The challenge nonce prevents replay attacks and proves the verification
was performed in response to the verifier's specific request.
As with the client-side scenario, the credentialSubject.id in the
verification output references the confidence method id from the
credential above:
{
"@context": [
"https://www.w3.org/ns/credentials/v2",
"https://www.w3.org/ns/credentials/examples/v2"
],
"type": ["VerifiableCredential", "BiometricVerificationCredential"],
"issuer": "did:web:realeyesit.com",
"validFrom": "2026-05-15T14:30:00Z",
"validUntil": "2026-05-15T14:45:00Z",
"credentialSubject": {
"id": "urn:uuid:a7f8c3d1-4b2e-4f9a-8c6d-1e3b5a7f9c2d",
"biometricMatch": {
"type": "BiometricMatch",
"matchingMethod": "server-assisted-video-stream",
"matchDate": "2026-05-15T14:30:00Z",
"domain": "https://verifier.example/",
"matchResult": "verified",
"confidence": "0.94"
}
},
"proof": {
"type": "DataIntegrityProof",
"cryptosuite": "ecdsa-rdfc-2019",
"created": "2026-05-15T14:30:05Z",
"challenge": "9a4f2c8b-3e7d-4f1a-b5c9-2d8e6f0a1b3c",
"verificationMethod": "did:web:realeyesit.com#key-1",
"proofPurpose": "assertionMethod",
"proofValue": "z58DAdFfa9SkqZMVPxAQpic7ndTeel..."
}
}
NIST_800-63-4 defines an assurance level based on the [NIST-SP-800-63-4] specification.

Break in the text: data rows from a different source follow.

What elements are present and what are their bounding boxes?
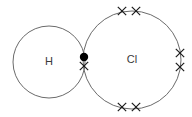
electron-cross	[118, 7, 126, 15]
bonding-electron-dot	[80, 53, 88, 61]
hydrogen-atom-label: H	[45, 55, 53, 67]
dot-and-cross-diagram: H Cl	[0, 0, 192, 117]
lone-pair-bottom-group	[118, 103, 140, 111]
electron-cross	[132, 103, 140, 111]
diagram-canvas: H Cl	[0, 0, 192, 117]
chlorine-atom-label: Cl	[127, 53, 137, 65]
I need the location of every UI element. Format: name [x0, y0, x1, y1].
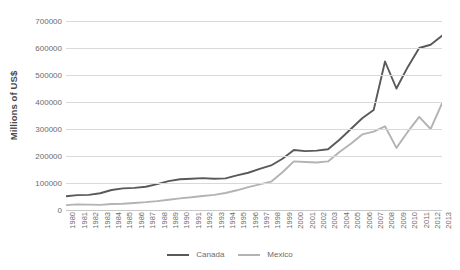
x-axis-tick-label: 2001 [309, 212, 317, 229]
line-chart: Millions of US$ 010000020000030000040000… [0, 0, 460, 270]
x-axis-tick-label: 1997 [263, 212, 271, 229]
x-axis-tick-label: 1992 [206, 212, 214, 229]
x-axis-tick-label: 2009 [400, 212, 408, 229]
gridline [66, 129, 442, 130]
x-axis-tick-label: 1985 [126, 212, 134, 229]
gridline [66, 210, 442, 211]
x-axis-tick-label: 1993 [218, 212, 226, 229]
x-axis-tick-label: 1986 [138, 212, 146, 229]
x-axis-tick-label: 1998 [274, 212, 282, 229]
x-axis-tick-label: 2003 [331, 212, 339, 229]
x-axis-tick-label: 1981 [81, 212, 89, 229]
x-axis-tick-label: 2005 [354, 212, 362, 229]
series-lines [66, 21, 442, 210]
x-axis-tick-label: 2012 [434, 212, 442, 229]
gridline [66, 102, 442, 103]
gridline [66, 48, 442, 49]
gridline [66, 21, 442, 22]
legend-swatch-icon [167, 254, 189, 256]
x-axis-tick-label: 2013 [445, 212, 453, 229]
x-axis-tick-label: 1983 [104, 212, 112, 229]
x-axis-tick-label: 1980 [69, 212, 77, 229]
y-axis-tick-label: 500000 [16, 71, 62, 80]
y-axis-tick-label: 100000 [16, 179, 62, 188]
gridline [66, 156, 442, 157]
y-axis-tick-label: 600000 [16, 44, 62, 53]
x-axis-tick-label: 1994 [229, 212, 237, 229]
x-axis-tick-label: 2007 [377, 212, 385, 229]
x-axis-tick-label: 2000 [297, 212, 305, 229]
x-axis-tick-label: 2004 [343, 212, 351, 229]
x-axis-tick-label: 1989 [172, 212, 180, 229]
x-axis-tick-label: 2008 [388, 212, 396, 229]
legend-label: Canada [196, 250, 224, 259]
series-line-canada [66, 36, 442, 196]
legend-swatch-icon [238, 254, 260, 256]
y-axis-tick-label: 700000 [16, 17, 62, 26]
y-axis-tick-label: 200000 [16, 152, 62, 161]
y-axis-tick-label: 0 [16, 206, 62, 215]
y-axis-tick-label: 300000 [16, 125, 62, 134]
x-axis-tick-label: 1995 [240, 212, 248, 229]
x-axis-tick-label: 1990 [183, 212, 191, 229]
x-axis-tick-label: 1984 [115, 212, 123, 229]
gridline [66, 75, 442, 76]
x-axis-tick-label: 2006 [366, 212, 374, 229]
x-axis-tick-label: 1991 [195, 212, 203, 229]
x-axis-tick-label: 1999 [286, 212, 294, 229]
plot-area [66, 21, 442, 210]
x-axis-tick-label: 2002 [320, 212, 328, 229]
series-line-mexico [66, 103, 442, 205]
legend-item-canada[interactable]: Canada [167, 250, 224, 259]
y-axis-tick-labels: 0100000200000300000400000500000600000700… [16, 0, 62, 270]
gridline [66, 183, 442, 184]
x-axis-tick-label: 2011 [423, 212, 431, 228]
y-axis-tick-label: 400000 [16, 98, 62, 107]
chart-legend: CanadaMexico [0, 250, 460, 259]
x-axis-tick-label: 2010 [411, 212, 419, 229]
legend-item-mexico[interactable]: Mexico [238, 250, 292, 259]
x-axis-tick-label: 1996 [252, 212, 260, 229]
x-axis-tick-label: 1988 [161, 212, 169, 229]
legend-label: Mexico [267, 250, 292, 259]
x-axis-tick-label: 1987 [149, 212, 157, 229]
x-axis-tick-label: 1982 [92, 212, 100, 229]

EIDAS_LOA defines an assurance level based on the [EIDAS2].
TBD
TBD
Some terminology used throughout this document is defined in the Terminology section of the Verifiable Credentials Data Model v2.0 specification as well as the Terminology section of the Controlled Identifiers v1.0 specification. This section defines addition terms used throughout this specification.